Agents Playing Poker

In progress
  • Go
  • Research
  • Agent evaluation
  • JSONL

What it is

A research harness where AI agents play heads-up no-limit Texas Hold’em against each other through a deterministic, headless Go game server. It’s a controlled environment for testing how different memory architectures affect agent performance over long sessions.

Agents communicate with the game server over a JSONL streaming protocol, receiving structured game-state messages and returning action messages. The experiment workflow runs controlled sessions across different memory strategies, exports artifacts, and analyzes outcomes.

Why I built it

Poker is a useful proving ground for agent memory because it demands both short-term reasoning (what just happened this hand) and long-term adaptation (what patterns has this opponent shown over 50 hands). It also has a deterministic scoring system, which makes it possible to run controlled comparisons between memory strategies with real statistical confidence.

The goal was to test whether AKG-backed memory could outperform the full-history baseline approach of dumping everything into the context window, and to understand the cost tradeoff.

Results

The harness proved empirically that AKG-backed agents maintain a strategic edge over full-history baselines while cutting inference costs by 90%. The AKG agents retain the strategically relevant context (opponent tendencies, betting patterns, key hands) and discard the noise, while full-history agents eventually bog down under the weight of their own context.

The 90% cost reduction isn’t a rounding error; it’s the difference between a memory architecture that scales and one that doesn’t.

How it works

The Go game server handles all game logic deterministically. Agents connect via a simple streaming protocol, receive structured state messages, and return actions without ever needing to track game rules themselves. This separation makes it easy to swap in different agent implementations and memory backends without changing the evaluation harness.

Experiment runs are fully reproducible and export structured artifacts for analysis.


Exercise objective:
Once the pictures are set aside, reproduce all of the records exactly.

Recorded data:
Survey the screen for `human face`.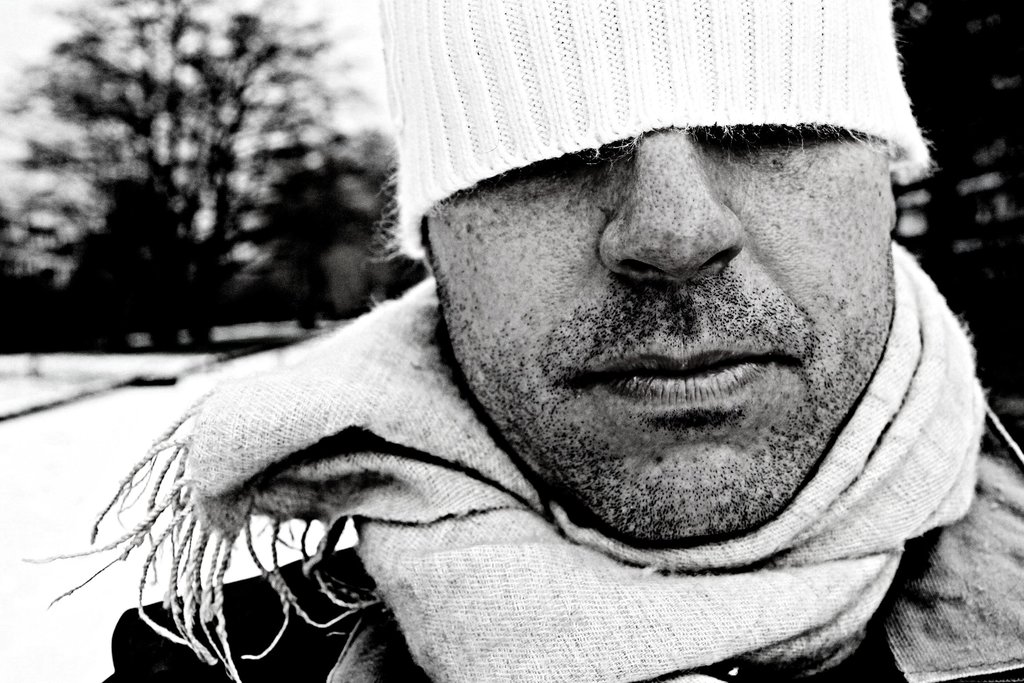
Survey found: {"left": 424, "top": 124, "right": 892, "bottom": 537}.
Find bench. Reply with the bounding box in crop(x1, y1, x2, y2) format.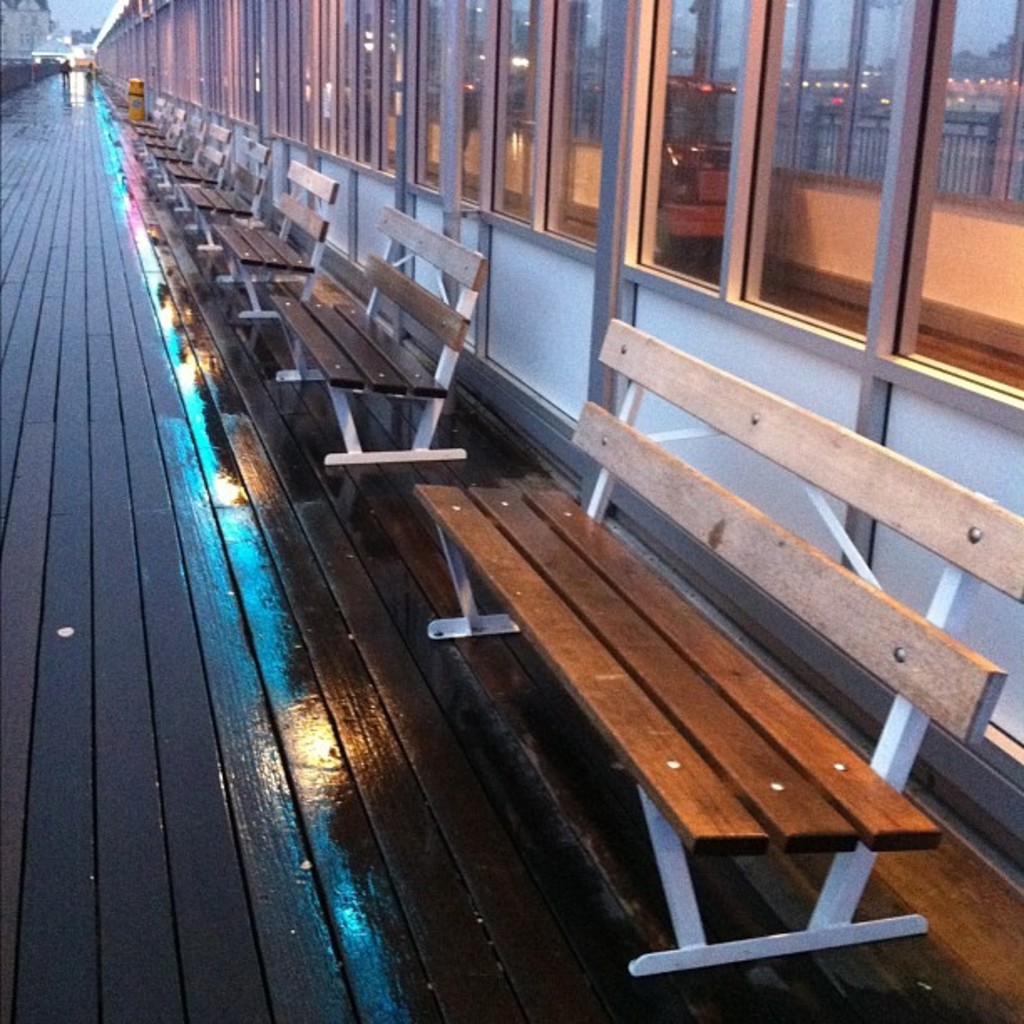
crop(120, 80, 172, 144).
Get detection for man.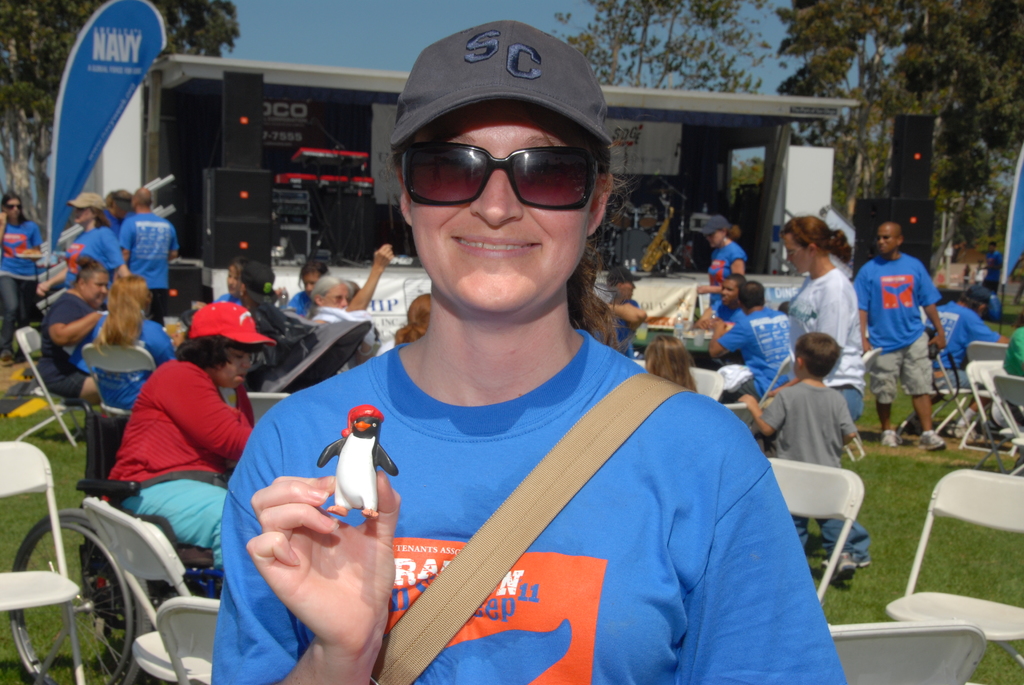
Detection: <box>862,219,954,453</box>.
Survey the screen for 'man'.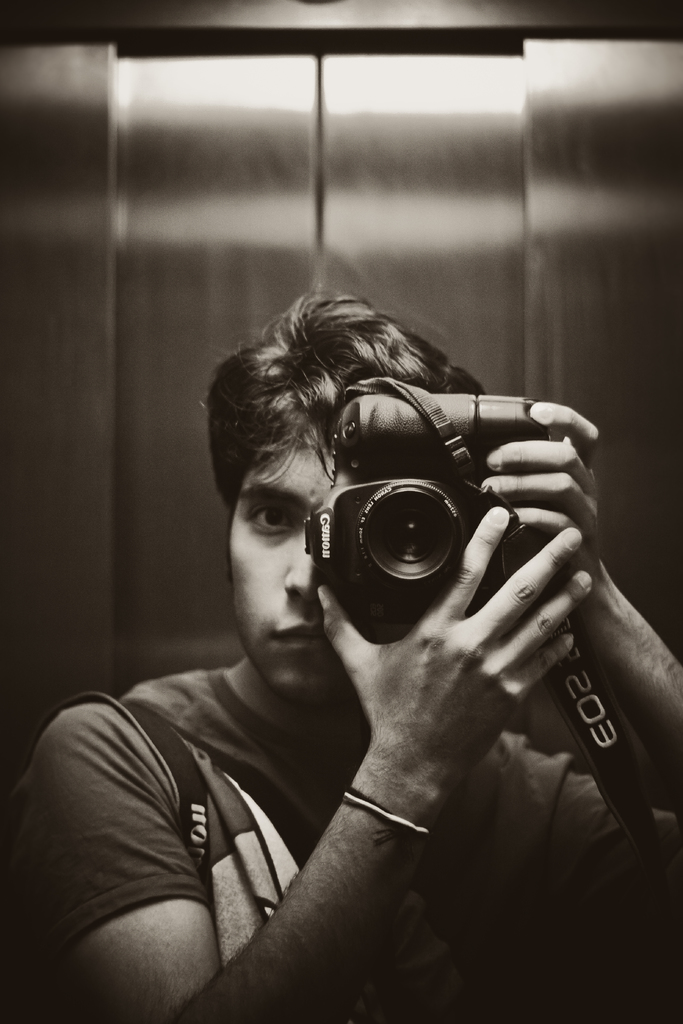
Survey found: [0,260,679,996].
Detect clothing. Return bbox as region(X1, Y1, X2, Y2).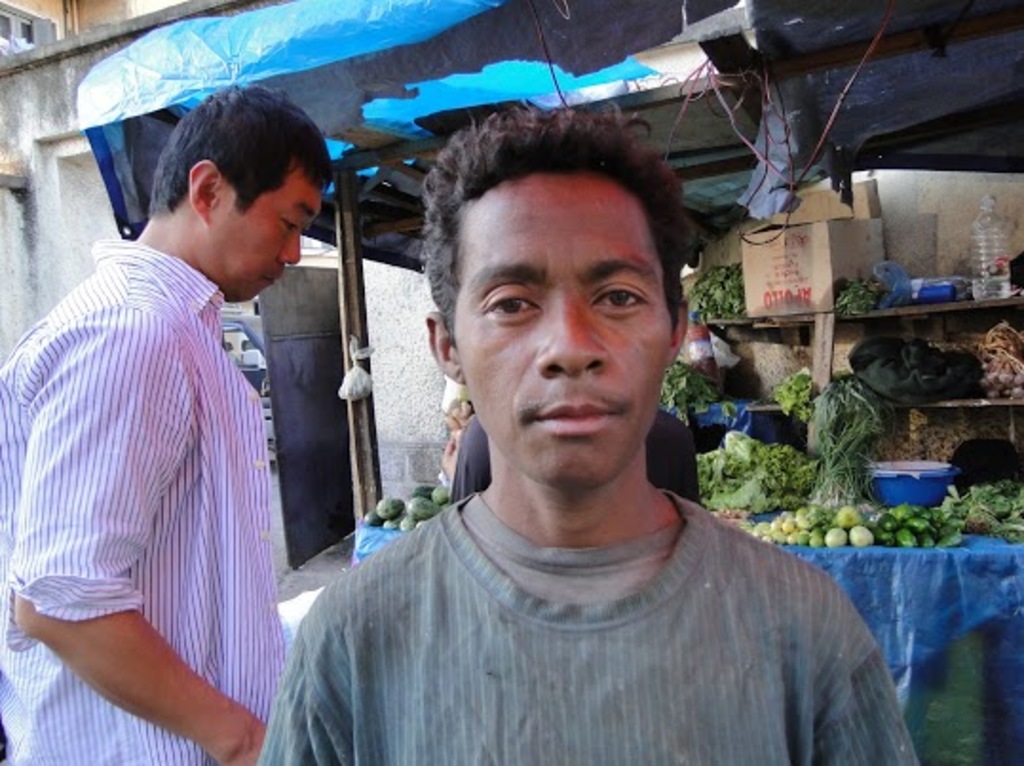
region(0, 239, 291, 764).
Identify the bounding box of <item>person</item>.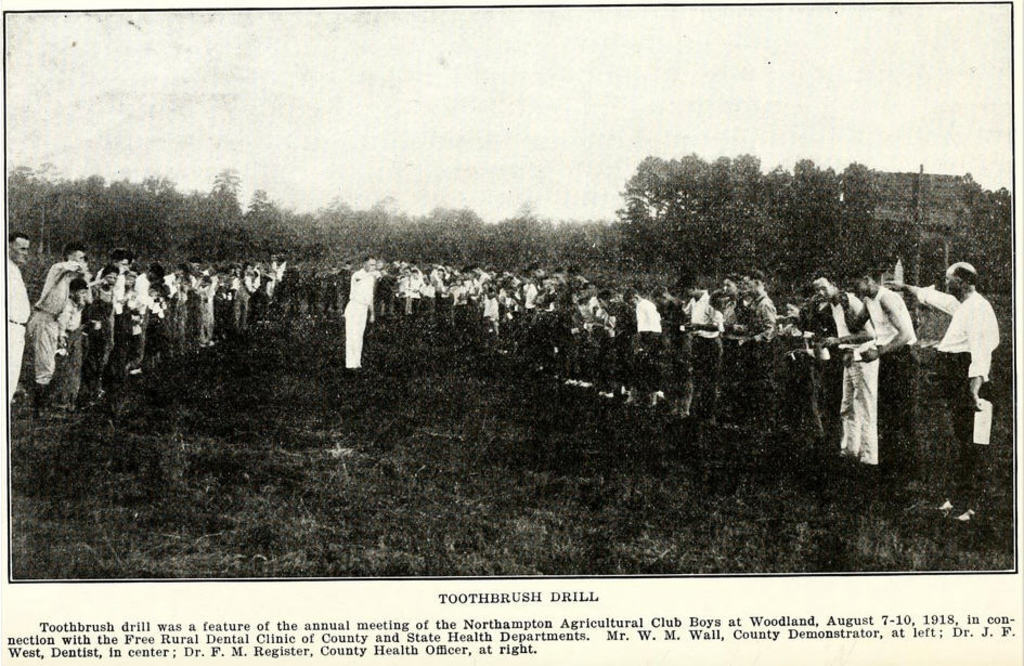
[30, 241, 86, 407].
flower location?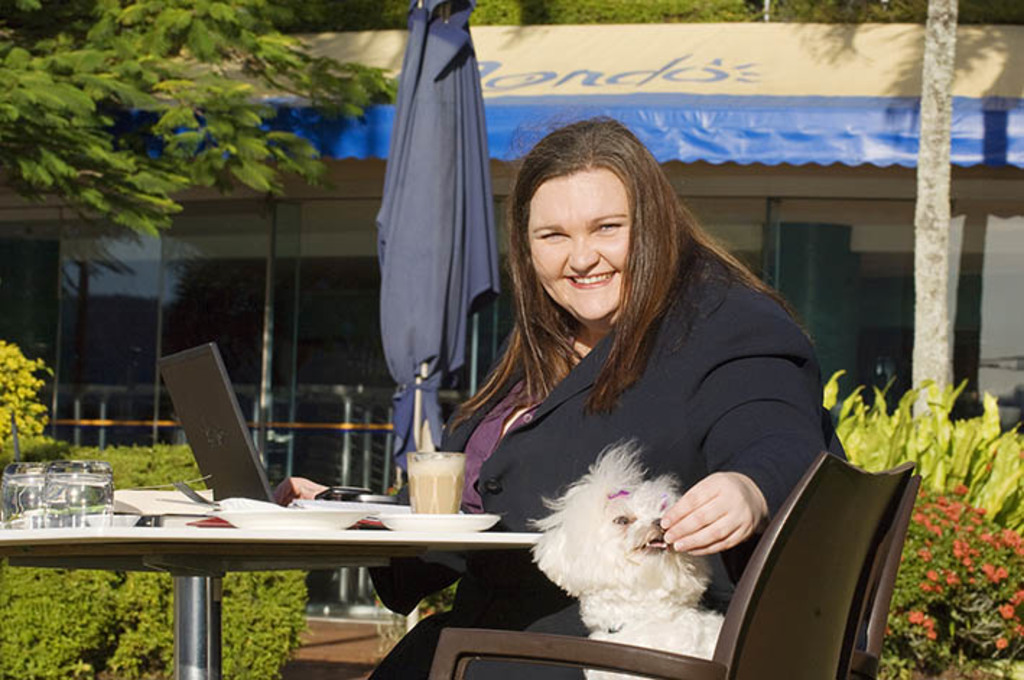
<bbox>910, 605, 927, 628</bbox>
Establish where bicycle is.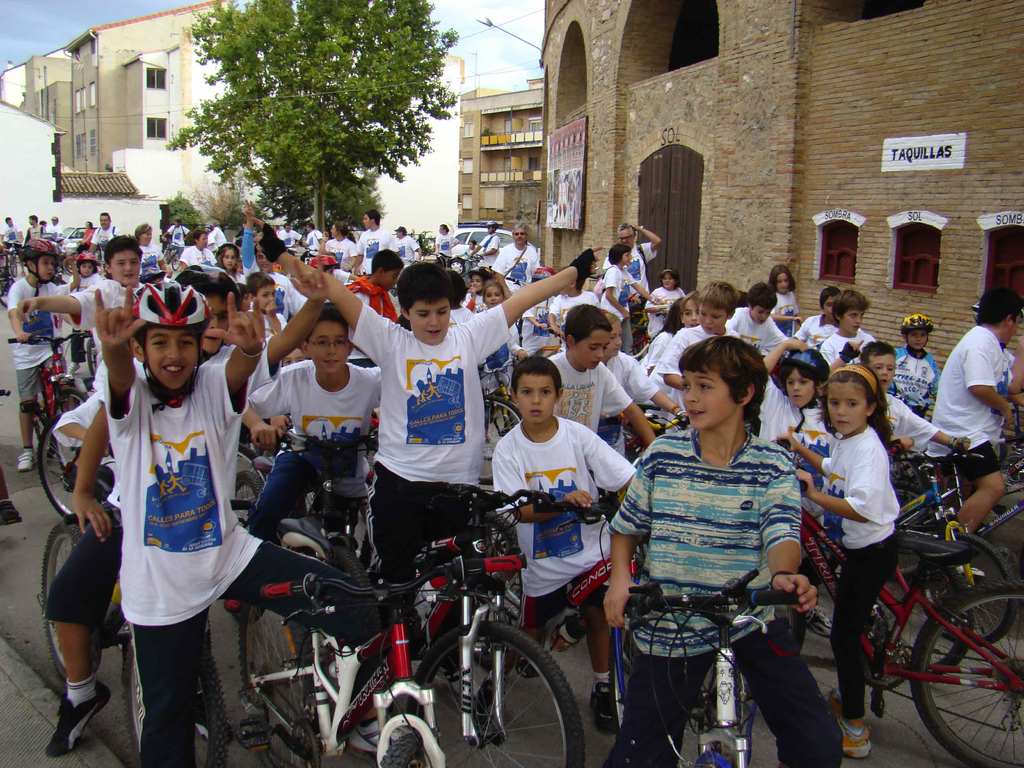
Established at [left=0, top=234, right=18, bottom=318].
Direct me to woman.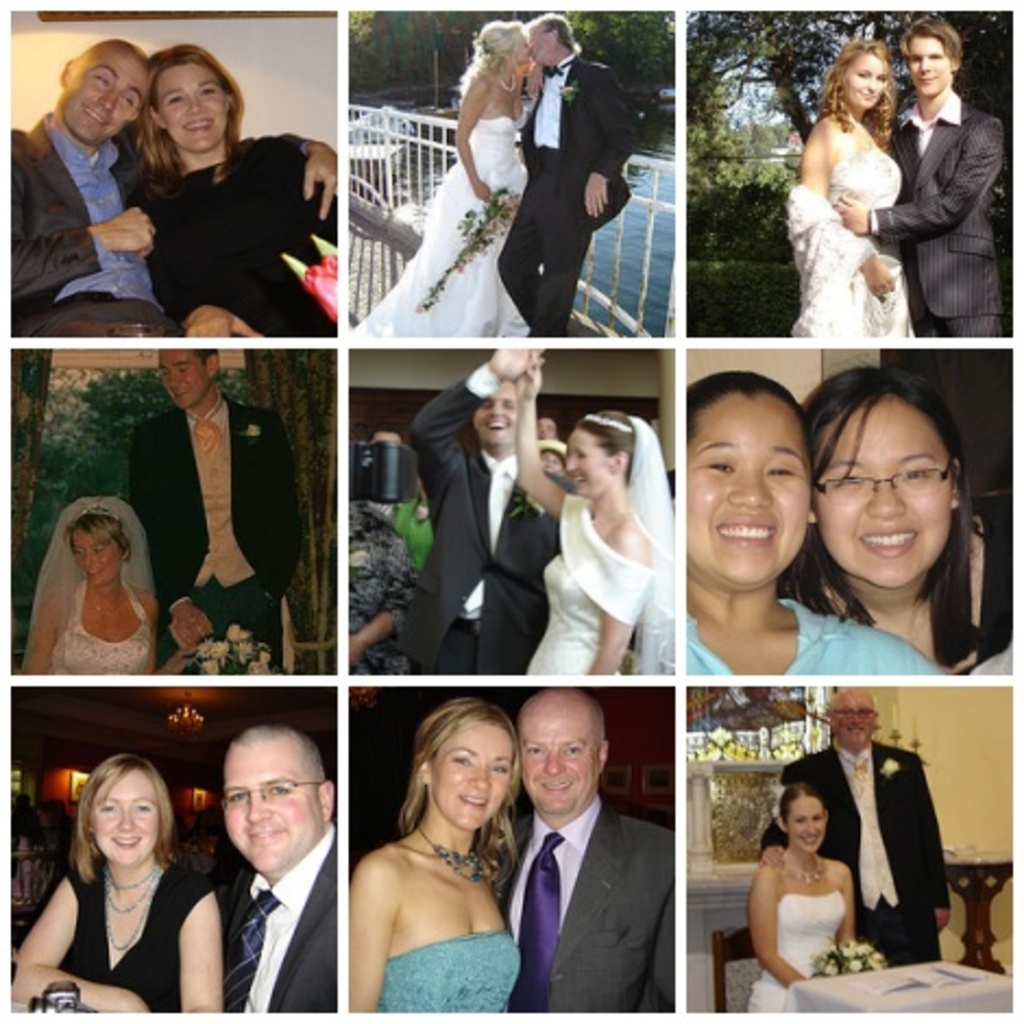
Direction: 745/778/854/1011.
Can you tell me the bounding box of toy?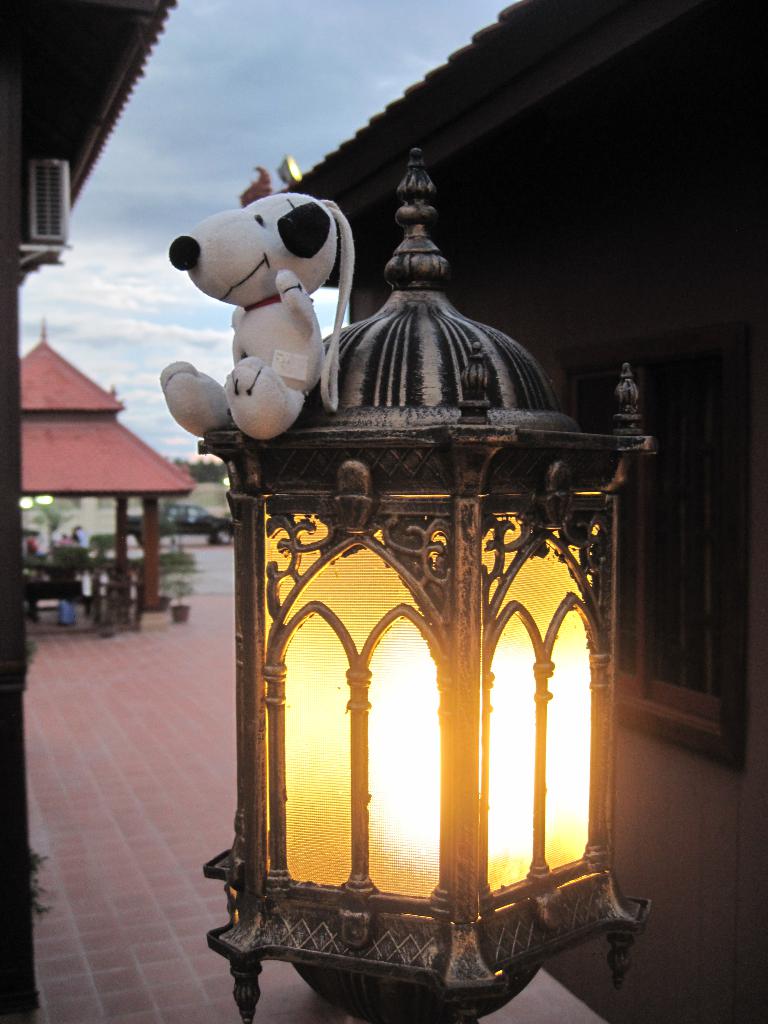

Solution to this exercise:
Survey the screen for `human face`.
Survey found: {"left": 424, "top": 124, "right": 892, "bottom": 537}.
Find bench. Reply with the bounding box in crop(x1, y1, x2, y2) format.
crop(120, 80, 172, 144).
Get detection for man.
Detection: <box>862,219,954,453</box>.
Survey the screen for 'man'.
Survey found: [0,260,679,996].
Detect clothing. Return bbox as region(X1, Y1, X2, Y2).
region(0, 239, 291, 764).
Identify the bounding box of <item>person</item>.
[30, 241, 86, 407].
flower location?
<bbox>910, 605, 927, 628</bbox>
Establish where bicycle is.
Established at [left=0, top=234, right=18, bottom=318].
Direct me to woman.
Direction: 745/778/854/1011.
Can you tell me the bounding box of toy?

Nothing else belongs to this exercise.